The man went pale and his eyes flickered. Suddenly he was sweating.

“No sir,” said Frole shortly, “I didn’t. I have only been in business as Master Tailor these last ten years and…

“Do you know who was her tailor?”

“It was Master William Edney in London.” The man shut his mouth like a trap. Carey watched him, wondering how to get him to open up.

“Mr. Frole, I know this is a sensitive matter despite being as old in years as I am myself. Were you prenticed in Oxford?” The master tailor nodded. “I know gossip travels around the ’prentices. Is there anything at all you can tell me about the end of August 1560, anything about Lady Dudley…? I have been asked by the Queen herself to make enquiries.”

The man was looking narrow-eyed and suspicious. Carey sighed. “I believe she set another man, by name Richard Topcliffe, to find something out about it only six years after Lady Dudley’s death, while Her Majesty was on progress in Oxford the last time.
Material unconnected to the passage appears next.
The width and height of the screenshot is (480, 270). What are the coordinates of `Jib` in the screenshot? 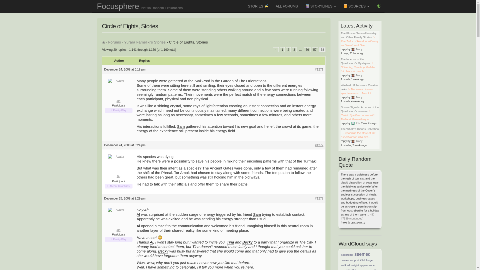 It's located at (119, 91).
But the man has an ill-reputation and I’m certain he…

“He had a warrant,” said Frole. “Do you?”

Carey took it out of his doublet pocket, his heartbeat quickening.

“Did Topcliffe offer money which he didn’t pay or did he grab people and beat them up until they told him what he wanted to hear?”
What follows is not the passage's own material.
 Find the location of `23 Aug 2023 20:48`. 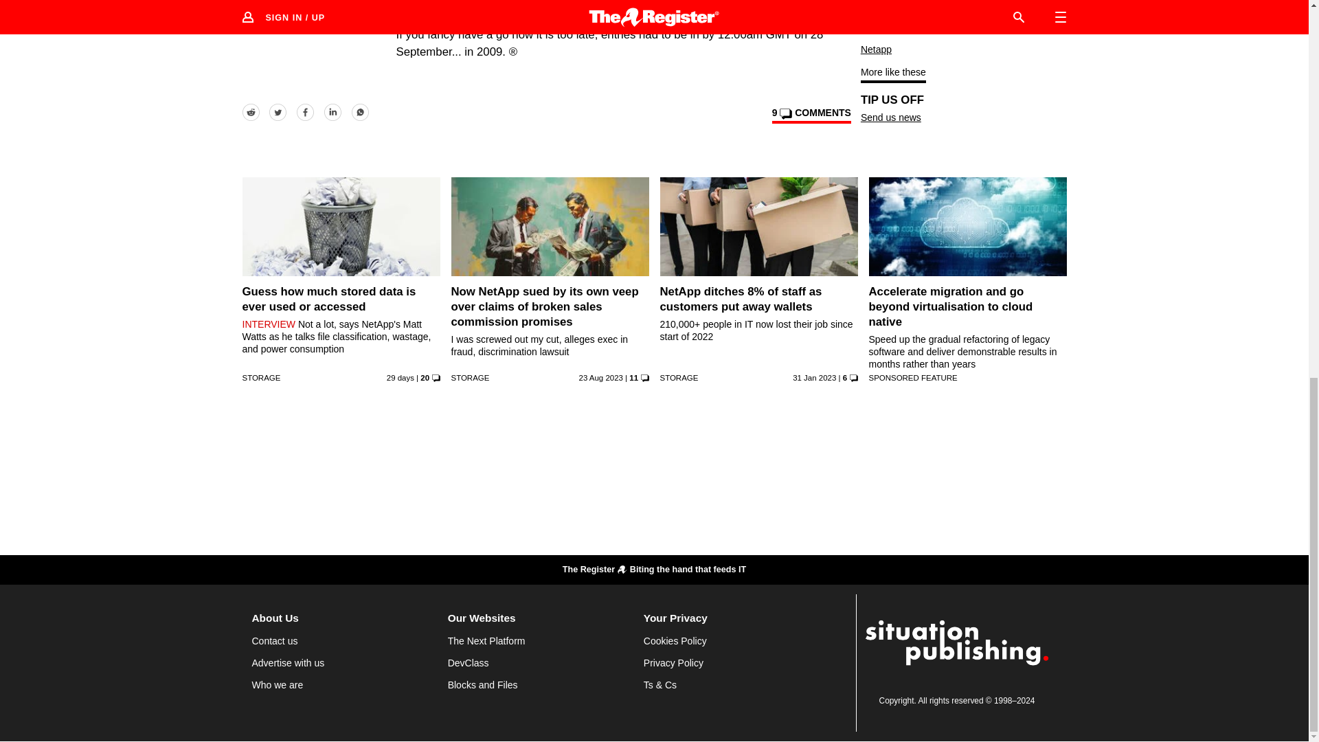

23 Aug 2023 20:48 is located at coordinates (600, 378).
“Both,” said Frole, thin-lipped, and held out his hand. Carey handed over the warrant which Frole read quickly and gave back.

“We told him all we knew which was that Lady Dudley was in a hurry to have a new gown although she already had plenty of the best quality. She had ordered a new one from London but it hadn’t come. This was the first week of Spetember and she sent her best bodice, kirtle, and gown into Oxford by her woman Mrs. Odingsells to have the collar changed to stand up and have gold lace put on it, very costly. We did the work while she waited, for Lady Dudley intended to wear it in a few days.”

“Who did the work?” Carey asked, “you?”

Frole shook his head. “One of the journeymen, she was too important a customer to risk an apprentice’s work. He died of plague in ’66. Mrs. Odingsells paid for it in gold at once. Just as well, really.”

“How about her headdress? Did that need altering?”

Frole shook his head. “Her headtires all came from London as she didn’t like the shop here. I believe they were very old-fashioned, from the boy-King’s reign. I never met Lady Dudley, you know, she was always at Cumnor Place, waiting for her husband.”

“Did Topcliffe let slip anything interesting?”

Frole gave a cautious look. “He was an evil man, broke my best friend’s fingers so he couldn’t continue in the trade. He went off to Cumnor Place after he spoke to us and I heard him boasting in an alehouse that night that he had found something that would make him a great man at Court-he was the Earl of Shrewsbury’s man then-and comfortable for the rest of his life. He said other things that I can’t repeat about the Queen, terrible obscene things. But at least he had lost interest in us prentices and took himself off back to London the next day, following the Court.”

Carey nodded. Terrible obscene things-Topcliffe was notorious for the way he spoke of the Queen and yet nothing was ever done about him. Generally the Queen rightly had a short way with anyone who was offensive about her in way that often made them shorter by a head or another important limb. So what gave Topcliffe his extraordinary immunity? Blackmail, surely. But with what?

“Mr. Frole,” he said to the unhappy looking tailor, “I am very grateful to you. If you have any further memories or ideas, please tell me-you can find me with the Earl of Cumberland while the Queen is here or by means of the Lord Chamberlain if I am gone north again. He will make it worth your while.”

Frole bowed Carey out of the shop who stood in the street and havered between heading off down the London road to look for Dodd and continuing his sweep of Oxford. He even had five pounds from the Earl of Cumberland won on a bet as he left. George Clifford had been loudly offering to take Carey on as a permanent general purpose gleeman and fool if he got tired of soldiering in the starveling and dangerous Debateable land. George had explained how Carey would only have to wear a cap and bells on Saturdays and would have his very own kennel with the dogs…Carey had thrown a pennyloaf at the Earl on this point and challenged him to a veney which he had narrowly won.